The New England Journal of Medicine
e-mail icon  FREE NEJM E-TOC    HOME   |   SUBSCRIBE   |   CURRENT ISSUE   |   PAST ISSUES   |   COLLECTIONS   |    Advanced Search
Sign in | Get NEJM's E-Mail Table of Contents — Free | Subscribe
 
Clinical Implications of Basic Research
PreviousPrevious
Volume 352:1146-1147 March 17, 2005 Number 11
NextNext

Anemia and Gene Therapy — A Matter of Control
Katherine High, M.D.

Since this article has no abstract, we have provided an extract of the first 100 words of the full text and any section headings.

 Sign up for free e-toc
 

This Article
-Full Text
- PDF
-PDA Full Text
-Purchase this article

Tools and Services
-Add to Personal Archive
-Add to Citation Manager
-Notify a Friend
-E-mail When Cited
-E-mail When Letters Appear

More Information
-PubMed Citation
All gene-therapy strategies require three elements: a vehicle for gene delivery, a therapeutic gene (sometimes called the transgene), and a physiologically relevant target cell to which the gene is delivered. For some diseases, the choice of target cell is strictly limited — for example, to hematopoietic cells in the case of hemoglobinopathies and to cells in the respiratory tract in the case of the lung disease of cystic fibrosis. For other diseases, such as plasma protein deficiencies (e.g., hemophilia or erythropoietin-responsive anemia), there is latitude in the choice of target cell, as long as the transgene product can be secreted . . . [Full Text of this Article]


Source Information

From the Howard Hughes Medical Institute, the Children's Hospital of Philadelphia, and the University of Pennsylvania — all in Philadelphia.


* EXERCISE REQUIREMENTS
Nothing in the listing should be altered when it is copied, and no picture goes into the copy.

* RECORDS TO PROCESS
------------
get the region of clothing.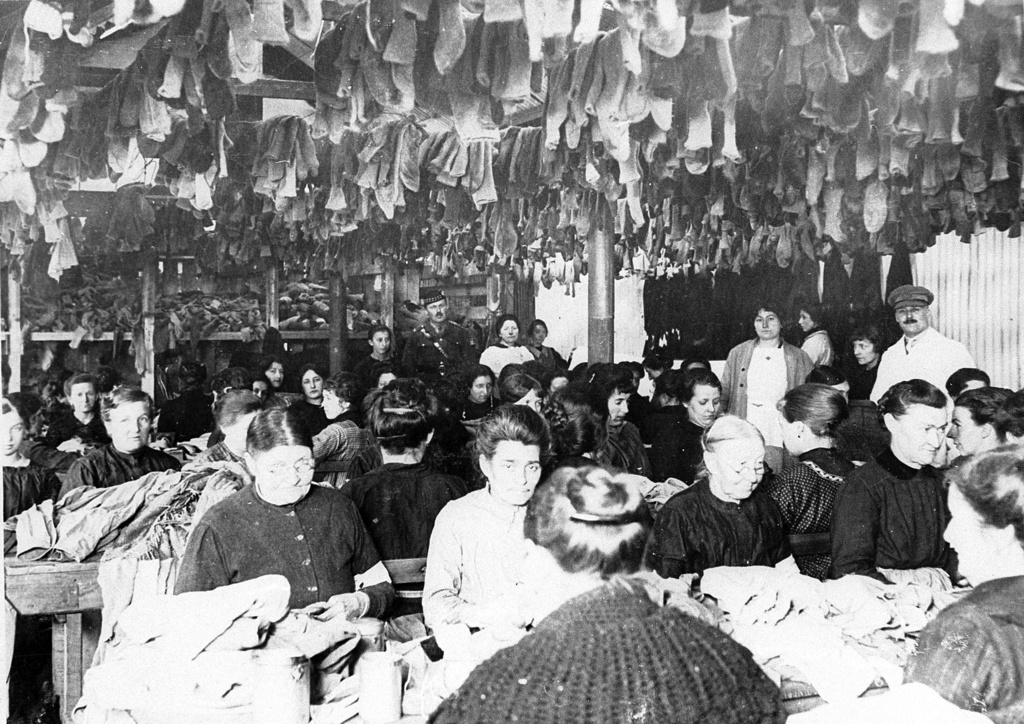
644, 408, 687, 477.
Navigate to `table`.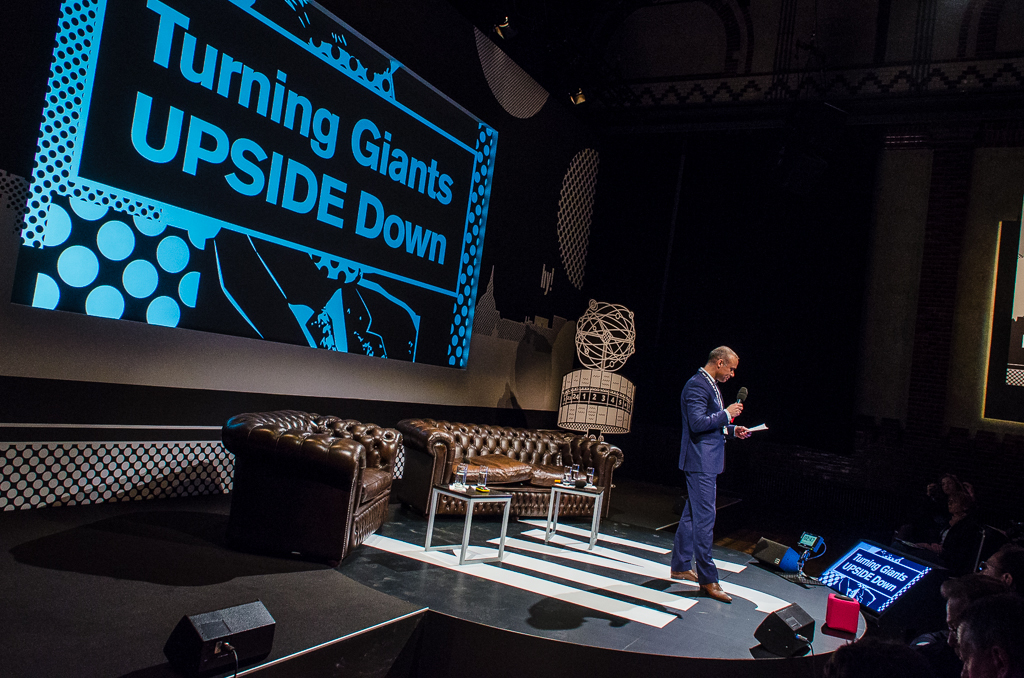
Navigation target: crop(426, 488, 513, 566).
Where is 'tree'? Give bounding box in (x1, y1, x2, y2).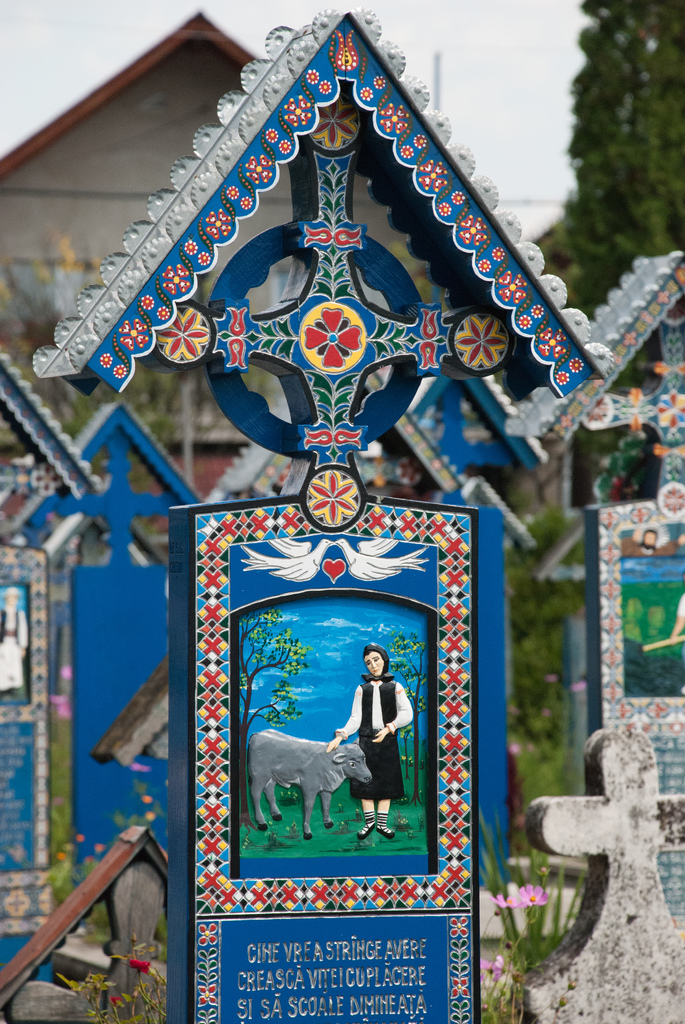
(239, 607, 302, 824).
------------
* ANSWER FOR THE TASK
get the region of clothing.
644, 408, 687, 477.
Navigate to `table`.
Navigation target: crop(426, 488, 513, 566).
Where is 'tree'? Give bounding box in (x1, y1, x2, y2).
(239, 607, 302, 824).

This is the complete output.